@Suzukaze-c, perhaps it would be easier to deal with if trying to hyphenate particles was abandoned? The Korean module is unable to do so too.--Tibidibi (talk) 06:17, 13 March 2021 (UTC)
- @Tibidibi From my understanding, support for hyphenation (and quotation marks??) was removed from the Korean module because it was interfering with the romanization of jongseong-choseong clusters after a redesign of the module. (Fixing that would be rad.)
- On the contrary, I don't think that is a problem for Middle Korean (aside from the need to strip the hyphens from the hangeul text before it is shown to readers).
- What I'm stumped on is /ɣ/. Can it be romanized automatically without manually marking its location? —Suzukaze-c (talk) 06:27, 13 March 2021 (UTC)

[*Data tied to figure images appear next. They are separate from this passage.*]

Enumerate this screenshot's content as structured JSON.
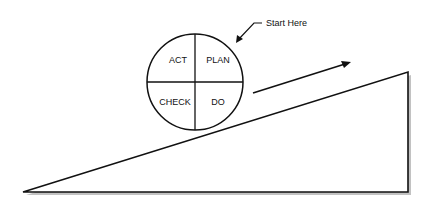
{
  "diagram": {
    "quadrants": {
      "top_left": "ACT",
      "top_right": "PLAN",
      "bottom_left": "CHECK",
      "bottom_right": "DO"
    },
    "callout": "Start Here",
    "colors": {
      "stroke": "#111111",
      "shadow": "#9a9a9a",
      "background": "#ffffff"
    }
  }
}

- @Suzukaze-c, the general rule as given by Lee and Ramsey 2011 is that ㅇ should be /ɣ/:
- After ㄹ
- After ㅿ
- After ㅣ (including ㅐ, ㅔ, etc.) but not before /j/ (so not e.g. 머리예 (meli-yey))
- The main issue is that some cases of ㅇ are actually from the loss of /β/, e.g. 글왈 (kulwal) < 글ᄫᅡᆯ (kulWal) was probably not [kɨl.ɣwal] but [kɨl.wal], with the orthography representing an intermediary period in which the vestige of the /β/ blocked the expected surfacing as [kɨ.ɾwal] that we end up having anyways in MdK 글월 (geurwol). While Lee and Ramsey use <G> for this anyways, I don't consider this ideal. This should probably be manually marked.--Tibidibi (talk) 07:01, 13 March 2021 (UTC)

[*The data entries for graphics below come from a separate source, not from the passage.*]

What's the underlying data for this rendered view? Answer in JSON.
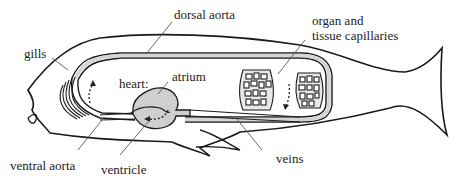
{
  "diagram": {
    "colors": {
      "outline": "#1a1a1a",
      "vessel_fill": "#d4d4d4",
      "heart_fill": "#cfcfcf",
      "leader": "#555555"
    },
    "labels": {
      "dorsal_aorta": "dorsal aorta",
      "gills": "gills",
      "organ_line1": "organ and",
      "organ_line2": "tissue capillaries",
      "heart": "heart:",
      "atrium": "atrium",
      "ventral_aorta": "ventral aorta",
      "ventricle": "ventricle",
      "veins": "veins"
    }
  }
}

- @Suzukaze-c, the general rule as given by Lee and Ramsey 2011 is that ㅇ should be /ɣ/:
- Cool. I've made it so that manually typing
g
before choseong ieung produces ⟨G⟩, and currently all of the testcases pass, except for the one where a plain ieung should produce ⟨[ng]⟩, which probably needs manual intervention like ⟨G⟩. —Suzukaze-c (talk) 07:28, 13 March 2021 (UTC)
- Cool. I've made it so that manually typing
Pinging @LoutK. Please treat this testcases page as a wishlist and as a place to stress-test the module. —Suzukaze-c (talk) 07:35, 13 March 2021 (UTC)
Currently the module changes behavior if there are tone marks: it automatically marks low tone and romanizes a jongseong plain ieung in hanja readings as null.
A way to manually mark low tone would probably be useful (as it stands, a jongseong plain ieung in a standalone 平聲 reading would not be removed: 之징→cing), but I'm not sure what the best way is. —Suzukaze-c (talk) 07:59, 13 March 2021 (UTC)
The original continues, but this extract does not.